In the other timeline, his first three skills had been different. He'd had Probability Read, which was close to Compassion Check but not the same. He'd had something called Attunement Sense, which could detect magical presences. And he'd had Barrier Projection, which was a defensive ability that scaled with his Synchronization stat.
He didn't have any of those now.
you there? Taiga's message came through.
Reiji typed back: Yeah. Just processing. See you in the morning?
sure. be safe. seriously. whatever that means now.
Reiji set the phone down.
The apartment was very quiet. His status screen was still glowing in the darkness. Outside, the city was chaos—he could hear sirens now, distant and high, the sound of emergency vehicles racing to respond to the impossible. But in his apartment, in the blue light of the System, it was just him and the weight of what he'd discovered.
This wasn't the System he'd died learning.
This was something else. Something new. Something that had a completely different architecture, different skills, different mechanics. Everything he'd studied, everything he'd memorized, all of it was almost right but not quite, which was worse than being completely wrong. Completely wrong meant starting from scratch. Almost right meant being confident and walking into traps.
He'd been dead for five years. He'd studied hard. He'd memorized everything. And it hadn't mattered because the world he'd memorized didn't exist anymore.
Reiji sat back down at his desk. He looked at the status screen. He looked at the four skills he'd been granted. Three of them he didn't understand. One of them was still locked.
He could pick them. The System was waiting. All he had to do was highlight a skill and accept it, and it would be bound to him. The question was: which ones? Compassion Check and Emotional Anchor seemed support-oriented, at least. Utility Sense was useful. But he didn't know what they really did. He didn't know the synergies. He didn't know the combinations that would lead to the correct specialization paths.
He knew nothing.
In the other timeline, he'd had five years to learn. Now he had minutes.
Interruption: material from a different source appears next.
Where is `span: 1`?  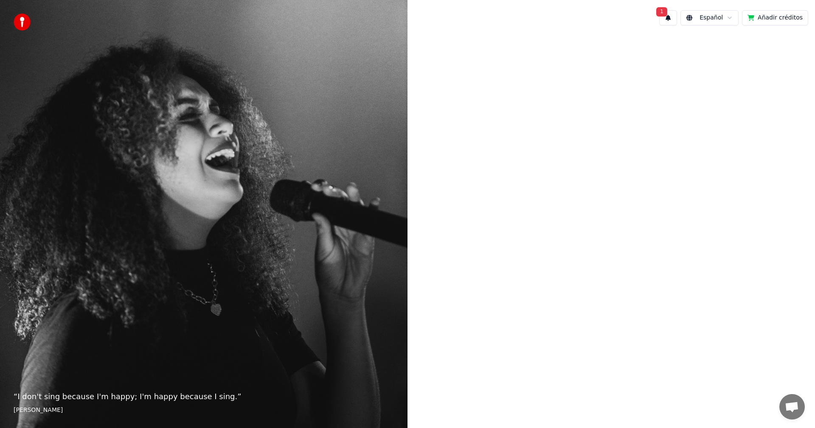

Reiji reached for his phone to call his parents, then stopped. He opened the messaging app instead. Found Taiga again.
"Everything changed," he typed. "It's all different. I studied the wrong version."
Taiga's response came quickly: what do u mean
"The System I prepared for doesn't exist. It's a different version. Everything I know is wrong."
The three dots appeared. Disappeared. Reappeared. Finally: then we figure it out together. been meaning to ask you why you seemed so calm about all this anyway. you can tell me later.
Reiji looked at that message for a long time.
"Thanks," he typed back.
He closed the messages and looked at the status screen again. The blue glow was steady, patient, waiting. The world outside was falling apart. The governments were probably deploying military. The internet would crash soon, probably. There would be riots. There would be deaths. And all Reiji had was a support class, four skills he didn't understand, and the knowledge that he'd been wrong about almost everything.
For the first time since waking up three days ago, Reiji considered that he might not survive this after all.